Oscar Mike to the glossary. Copy that.
Special Operations โ elite military units trained for unconventional missions that regular forces can't handle. They are the final boss of military personnel, operating in the shadows with skills that make action movies look like documentaries. Their budget is classified, probably for everyone's sanity.
Situation Report โ a concise update on current conditions. It is the military's version of 'what's the latest' but formalized, standardized, and stripped of all casual chitchat. The original status update, centuries before social media ruined the concept.
An order to wait and be ready for further instructions. It is the military's way of saying 'don't go anywhere, don't do anything, but be ready to do everything.' The ultimate test of patience, right behind waiting for the VA to process paperwork.
A single military mission flown by one aircraft. The fanciest possible way to say 'one plane went and did a thing.' Borrowed from the French because everything sounds more sophisticated in French, even bombing runs.
Survival, Evasion, Resistance, and Escape โ training that teaches personnel how to survive if captured. It is essentially a masterclass in having the worst camping trip imaginable, on purpose. Graduates emerge tougher and with a deep distrust of comfortable furniture.
Shooting at the enemy not necessarily to hit them, but to make them too terrified to pop their heads up and shoot back. It's the military equivalent of 'stay in your lane,' but with bullets.
A highly trained marksman who shoots from concealed positions at long range, making every shot count because their location depends on not missing. The military specialist who proves patience is indeed a virtue, often waiting hours or days for a single perfect shot. In gaming and sports, anyone who scores with annoying precision from unexpected angles.
An unprotected or lightly defended target, typically civilian infrastructure or personnel. Tragically, the preferred objective of terrorists who lack both courage and competence.
A military unit that sounds way cooler than it actually isโessentially a group of cavalry, aircraft, or naval vessels organized under one command. Originally referred to troops arranged in a square formation, because apparently military tactics and geometry were once inseparable. Size varies wildly by branch and era, keeping military organizational charts eternally confusing.
Someone who deliberately underperforms or withholds effort, or in military training contexts, one who feigns injury or exhaustion to avoid difficult tasks. The art of strategic laziness elevated to tactical doctrine.
A standardized enemy contact report covering Size, Activity, Location, Unit, Time, and Equipment. The military's way of ensuring that even panic follows a proper format.
Multiple unfavorable assignments, duties, or circumstances hitting simultaneously. When the duty roster, inspection schedule, and training calendar all conspire against your weekend plans.
An intense, often punitive physical training session designed to exhaust and discipline soldiers. Has nothing to do with tobacco and everything to do with suffering.
The range at which a weapon system can engage targets while remaining outside the effective range of enemy defenses. Because getting close is overrated when you have precision-guided munitions.
Perfectly organized, properly arranged, and ready for inspection. A state of being that exists primarily in theory and during formal inspections.
Either a person wielding a firearm, a video game genre focused on shooting things, or a small glass of alcohol designed to get you drunk efficiently. In military and law enforcement contexts, refers to someone actively using weapons. In gaming, defines an entire category of games where pointing and clicking on enemies constitutes gameplay. Context is everything with this one.
Signals Intelligenceโthe military's polite term for eavesdropping on enemy communications and intercepted transmissions. It's essentially high-tech spying where you intercept, decode, and analyze radio signals, emails, and other electronic chatter to figure out what your adversaries are planning. Turns out the NSA didn't invent mass surveillance; they just perfected it.
The practice of mixing experienced personnel with new troops, or alternating elements to distribute capability. Ensures every team has a veteran who theoretically knows what's happening.
Derogatory term for a service member who attended an accelerated leadership course and was promoted rapidly without traditional experience. Implies they're not properly seasoned for their rank.
Military jargon for keeping troops fed, armed, and operational in the fieldโbasically the logistics of not letting your army fall apart. It encompasses everything from ammunition resupply to field hospitals to making sure soldiers have boots. The unglamorous but absolutely critical business of keeping the war machine running.
The process of rapidly preparing personnel, equipment, or operations for deployment or mission execution. Like cramming for a final exam, but with higher stakes and more weapons maintenance.
A Marine Corps survival tactic deployed when the chain of command fails you harder than your high school guidance counselor. This strategic maneuver involves gathering your facts, polishing your arguments, and systematically calling out the BS while escalating up the command ladder until someone with actual authority listens. Highly effective at achieving results, equally effective at burning every bridge in sight.
The art of appearing busy while actually doing nothing, or avoiding work through creative means while technically not violating orders. A survival skill perfected by junior enlisted.
Military rumors, gossip, or unofficial information passed around the ranks. Originally naval slang from the water cask where sailors gathered to chat, it's now the military's internal social media before social media existed.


_EXERCISE AIM_. Work out how many lines in the following entries contain the string "measurement", and write only that number.

(DATA FOR REVIEW)

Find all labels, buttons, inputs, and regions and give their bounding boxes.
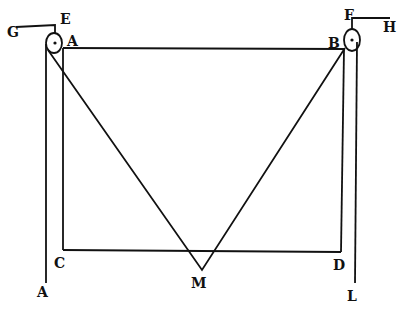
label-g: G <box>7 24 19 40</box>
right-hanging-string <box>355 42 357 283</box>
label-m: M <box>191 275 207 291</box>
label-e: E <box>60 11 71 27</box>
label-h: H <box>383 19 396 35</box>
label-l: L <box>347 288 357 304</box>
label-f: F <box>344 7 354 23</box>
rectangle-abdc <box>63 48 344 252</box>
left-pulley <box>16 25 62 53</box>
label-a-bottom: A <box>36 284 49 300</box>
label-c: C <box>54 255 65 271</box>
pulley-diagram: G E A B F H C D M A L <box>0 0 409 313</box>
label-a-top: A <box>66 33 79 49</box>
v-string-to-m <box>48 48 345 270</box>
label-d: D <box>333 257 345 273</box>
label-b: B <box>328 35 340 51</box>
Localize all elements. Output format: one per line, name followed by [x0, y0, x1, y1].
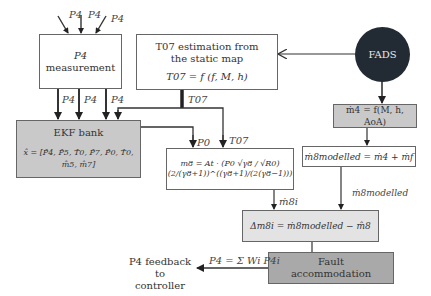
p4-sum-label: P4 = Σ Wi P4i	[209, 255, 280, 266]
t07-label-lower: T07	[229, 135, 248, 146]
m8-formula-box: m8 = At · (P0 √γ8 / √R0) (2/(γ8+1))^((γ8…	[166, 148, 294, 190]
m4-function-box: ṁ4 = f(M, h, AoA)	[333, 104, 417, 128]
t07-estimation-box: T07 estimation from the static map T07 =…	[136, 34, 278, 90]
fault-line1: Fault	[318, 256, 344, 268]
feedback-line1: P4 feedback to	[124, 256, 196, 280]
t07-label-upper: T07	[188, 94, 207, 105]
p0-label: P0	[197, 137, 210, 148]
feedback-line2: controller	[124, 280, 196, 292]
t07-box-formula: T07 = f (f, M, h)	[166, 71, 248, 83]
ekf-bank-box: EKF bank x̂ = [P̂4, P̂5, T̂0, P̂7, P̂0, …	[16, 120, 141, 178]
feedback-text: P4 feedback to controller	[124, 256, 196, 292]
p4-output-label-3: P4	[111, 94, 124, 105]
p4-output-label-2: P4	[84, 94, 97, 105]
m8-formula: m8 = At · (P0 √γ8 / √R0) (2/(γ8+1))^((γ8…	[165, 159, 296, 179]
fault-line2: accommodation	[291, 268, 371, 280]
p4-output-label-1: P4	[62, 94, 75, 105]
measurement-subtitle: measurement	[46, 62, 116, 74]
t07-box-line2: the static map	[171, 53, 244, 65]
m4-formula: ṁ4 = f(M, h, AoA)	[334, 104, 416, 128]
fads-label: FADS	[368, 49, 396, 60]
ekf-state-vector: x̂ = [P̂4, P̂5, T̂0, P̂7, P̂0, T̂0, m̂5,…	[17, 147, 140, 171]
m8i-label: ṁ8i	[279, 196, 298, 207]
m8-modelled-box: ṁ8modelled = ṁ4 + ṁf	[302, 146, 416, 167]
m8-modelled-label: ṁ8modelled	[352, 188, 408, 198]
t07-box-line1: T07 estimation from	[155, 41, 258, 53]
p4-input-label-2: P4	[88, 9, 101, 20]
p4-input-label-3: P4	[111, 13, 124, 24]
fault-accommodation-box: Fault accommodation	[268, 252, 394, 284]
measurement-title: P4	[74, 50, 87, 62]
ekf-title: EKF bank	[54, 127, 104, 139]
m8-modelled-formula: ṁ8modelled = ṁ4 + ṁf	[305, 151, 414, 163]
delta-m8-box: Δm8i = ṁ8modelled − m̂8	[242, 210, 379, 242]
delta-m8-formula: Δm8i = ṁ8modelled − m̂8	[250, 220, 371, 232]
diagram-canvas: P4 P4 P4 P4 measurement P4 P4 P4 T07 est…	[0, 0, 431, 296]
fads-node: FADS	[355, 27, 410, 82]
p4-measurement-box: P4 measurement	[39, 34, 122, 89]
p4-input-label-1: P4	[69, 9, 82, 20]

(End DATA FOR REVIEW)

_RESPONSE_. 4